My ongoing physical therapy was kicked into a higher gear due to some sticking of the shoulder and the elevated pain had me up quite early this morning. I made the best of it by watching a couple of episodes of Sherlock Holmes from my DVD set and enjoyed a bowl of Hamborger Veermaster in an Ashton XXX Sovereign. Now on a bowl of same tobacco in the new Stnawell Featherweight.
It's the birthday of Wolfgang Amadeus Mozart, born in 1756 in Salzburg, which is now in Austria.
Mozart's father, Leopold, was one of Europe's leading music educators, and he took Mozart and his sister on tours throughout Europe. Young Mozart began composing original work at age five. During a trip to Italy, Mozart amazed his hosts when he listened only once to the performance of a Gregorio Allegri composition and then wrote it out from memory.
Mozart moved to Vienna in 1781, and in 1782 he married Constanze Weber. The couple had six children, but only two of them survived into adulthood. Mozart continued to compose music, and he wrote his famous opera The Marriage of Figaro (1786).
No one knows for sure why Mozart died at age 35. Many people speculate that he died of mercury poisoning while being treated for syphilis. Others think he died from eating badly cooked pork. Some insist that Mozart was murdered by his rival, Antonio Salieri. Mozart was buried in a mass grave because the country was battling an outbreak of bubonic plague, not because his family could not afford a proper burial.
Mozart said, "When I am, as it were, completely myself, entirely alone, and of good cheer — say traveling in a carriage, or walking after a good meal, or during the night when I cannot sleep — it is on such occasions that my ideas flow best, and most abundantly. Whence and how they come, I know not, nor can I force them."
It's the birthday of Lewis Carroll, born Charles Lutwidge Dodgson in Cheshire, England in 1832, the author of Alice's Adventures in Wonderland (1865) and Through the Looking-Glass (1871).
He was a faculty member in mathematics at Oxford and a serious photographer. When he was 24 years old, a new dean arrived at Carroll's church and brought his three daughters: Lorina Charlotte, Edith, and Alice. Carroll befriended the girls and spent a lot of time with them. In July of 1862, floating in a rowboat on a pond, he came up with a story about a girl's adventures in a magical underground world, and he told it to the three sisters.
Many biographers have made out Carroll to be a shy, awkward recluse, but he was actually charming and sociable. He loved to host dinner parties, and he wrote about 97,000 letters in his lifetime.
Carroll never forgot the day he invented the story of Alice and her adventures. He remembered "the cloudless blue above, the watery mirror below, the boat drifting idly on its way, the tinkle of the drops that fell from the oars ... the three eager faces, hungry for news of fairy-land." Alice's Adventures in Wonderland was published in 1865, and it became one of the most popular children's books in the world.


Without the images, output every record exactly as it appears.
___ Dataset records
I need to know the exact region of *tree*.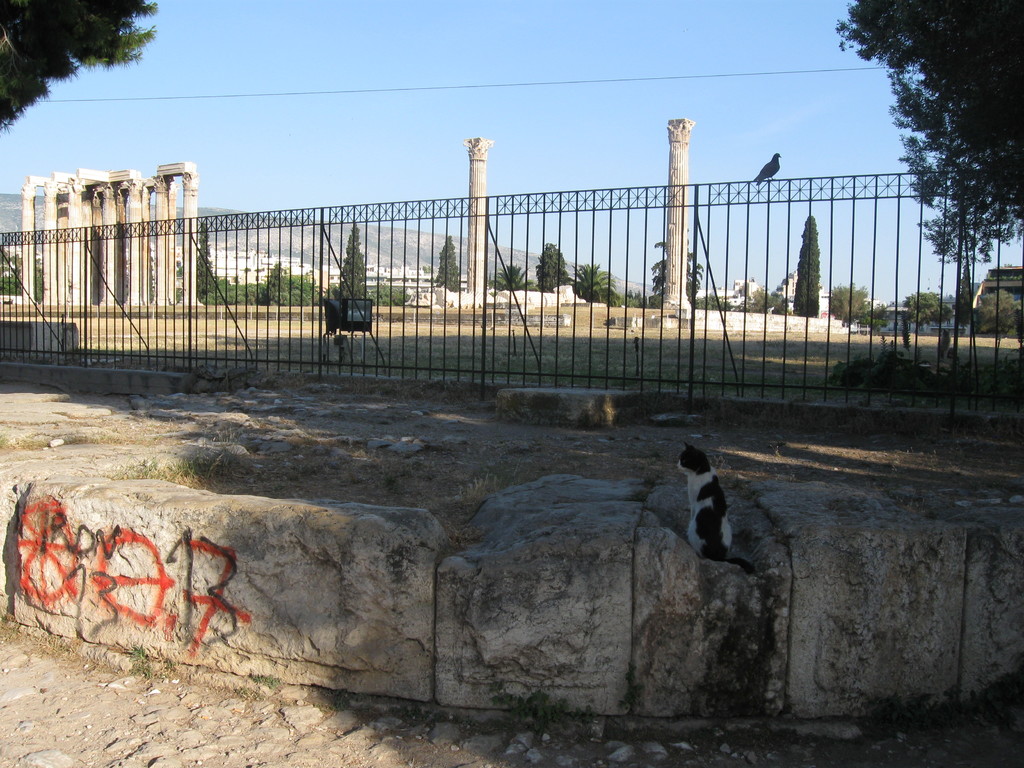
Region: detection(372, 278, 412, 303).
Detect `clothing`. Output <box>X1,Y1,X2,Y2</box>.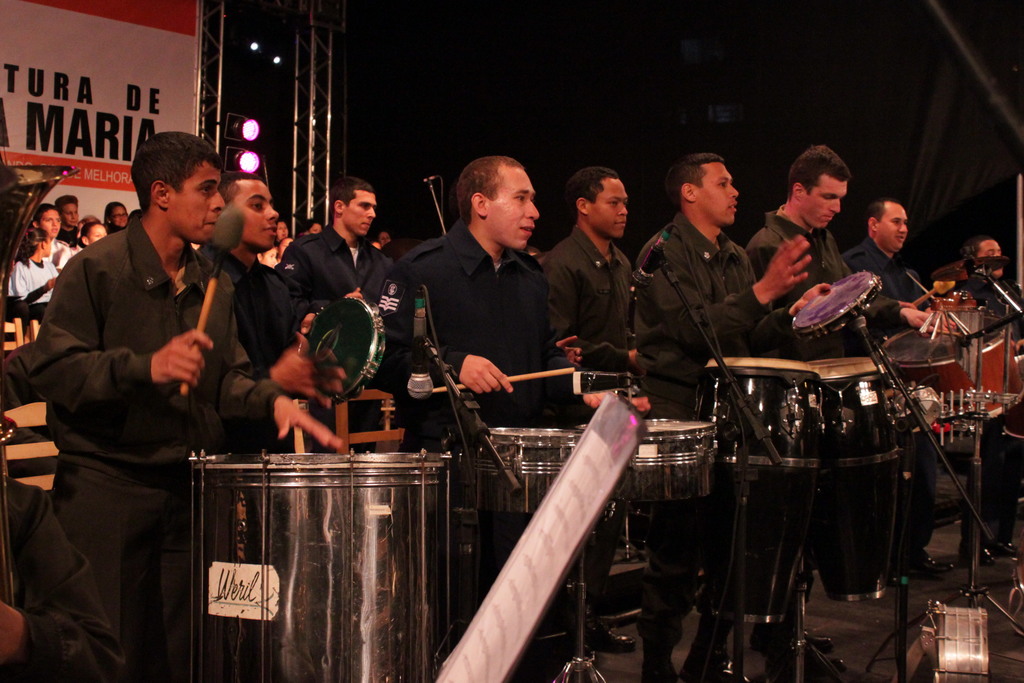
<box>23,140,235,655</box>.
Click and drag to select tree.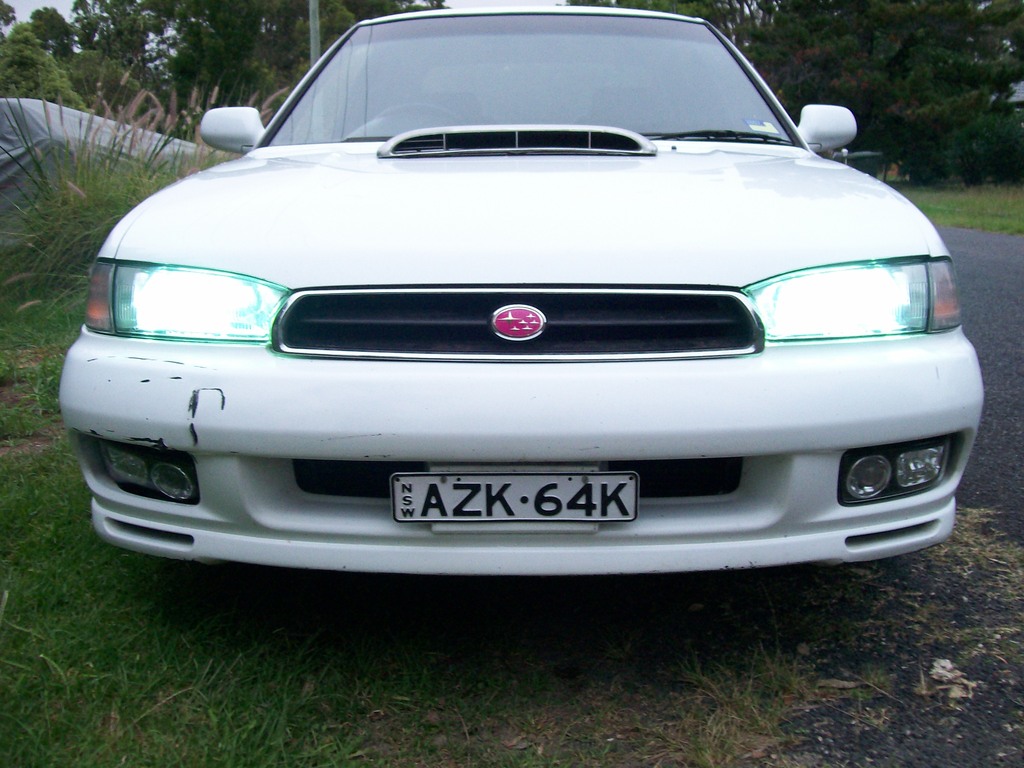
Selection: (180, 0, 214, 27).
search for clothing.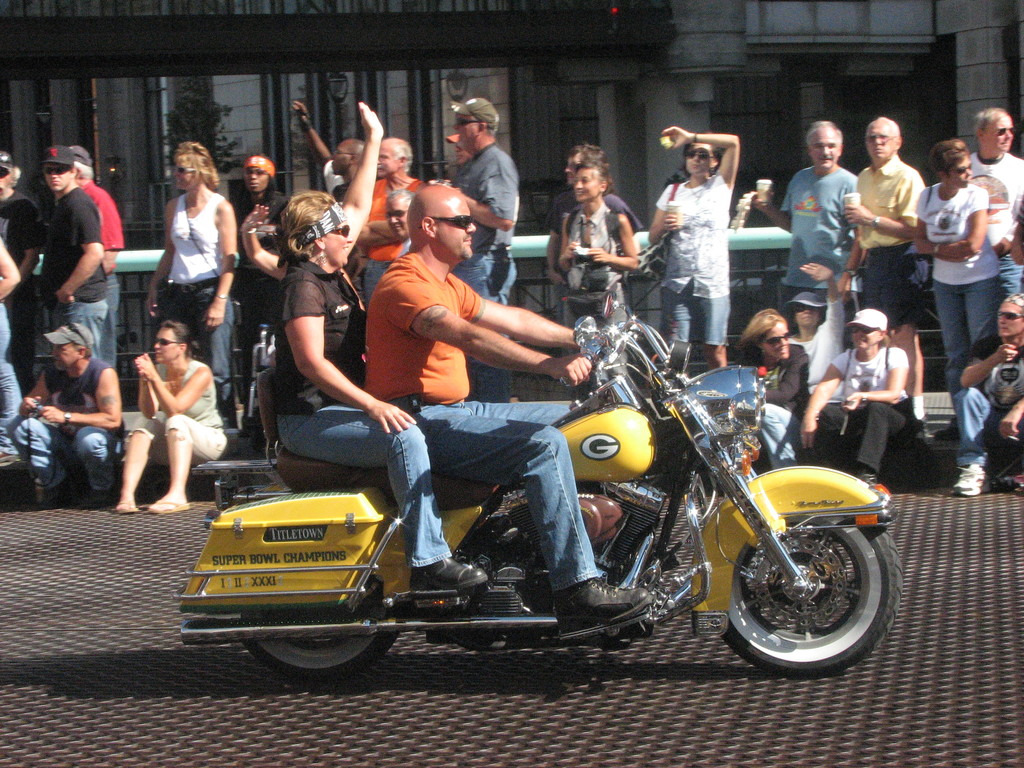
Found at box(236, 184, 281, 254).
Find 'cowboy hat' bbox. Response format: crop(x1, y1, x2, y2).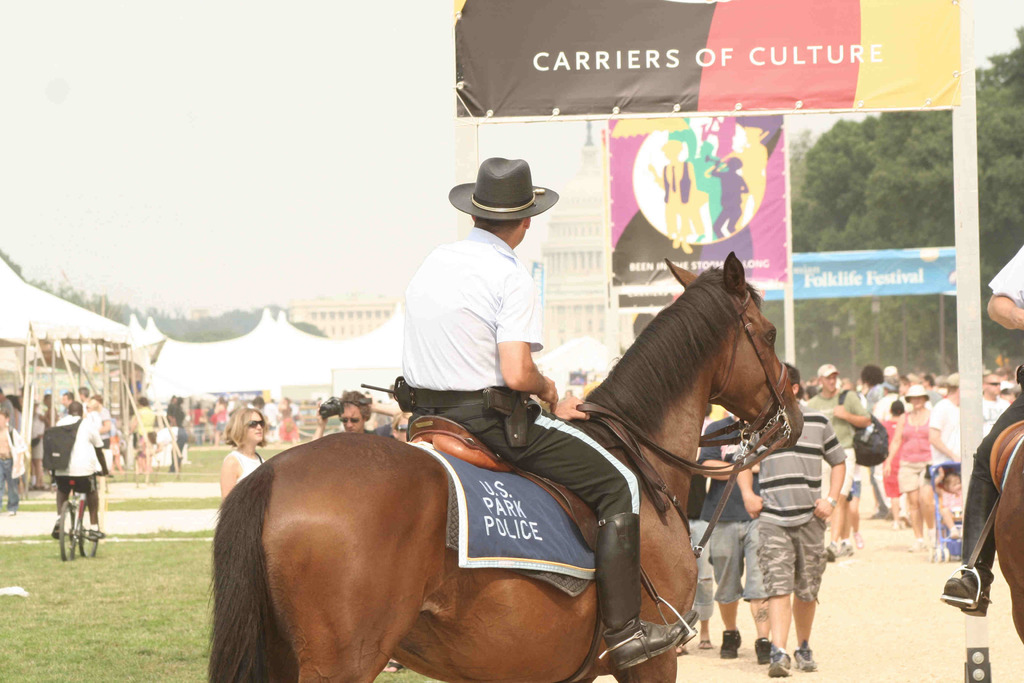
crop(900, 383, 932, 400).
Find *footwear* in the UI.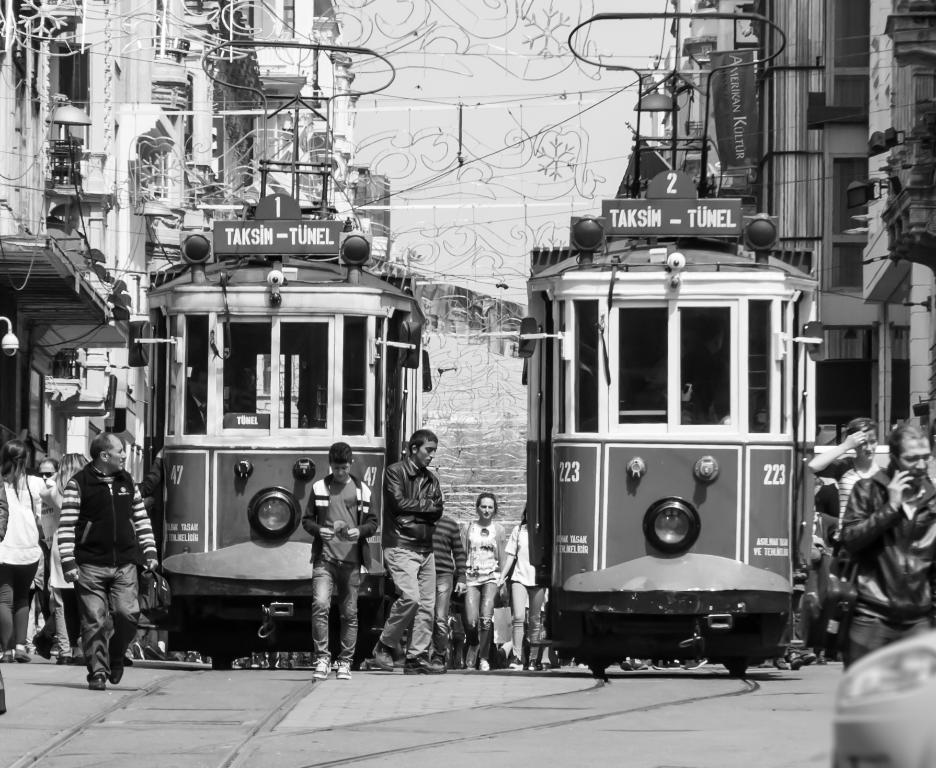
UI element at bbox=(312, 653, 333, 685).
______
Solution to this problem:
I need to know the exact region of *tree*.
Region: detection(372, 278, 412, 303).
Detect `clothing`. Output <box>X1,Y1,X2,Y2</box>.
<box>23,140,235,655</box>.
Click and drag to select tree.
Selection: (180, 0, 214, 27).
search for clothing.
Found at box(236, 184, 281, 254).
Find 'cowboy hat' bbox. Response format: crop(x1, y1, x2, y2).
crop(900, 383, 932, 400).
Find *footwear* in the UI.
UI element at bbox=(312, 653, 333, 685).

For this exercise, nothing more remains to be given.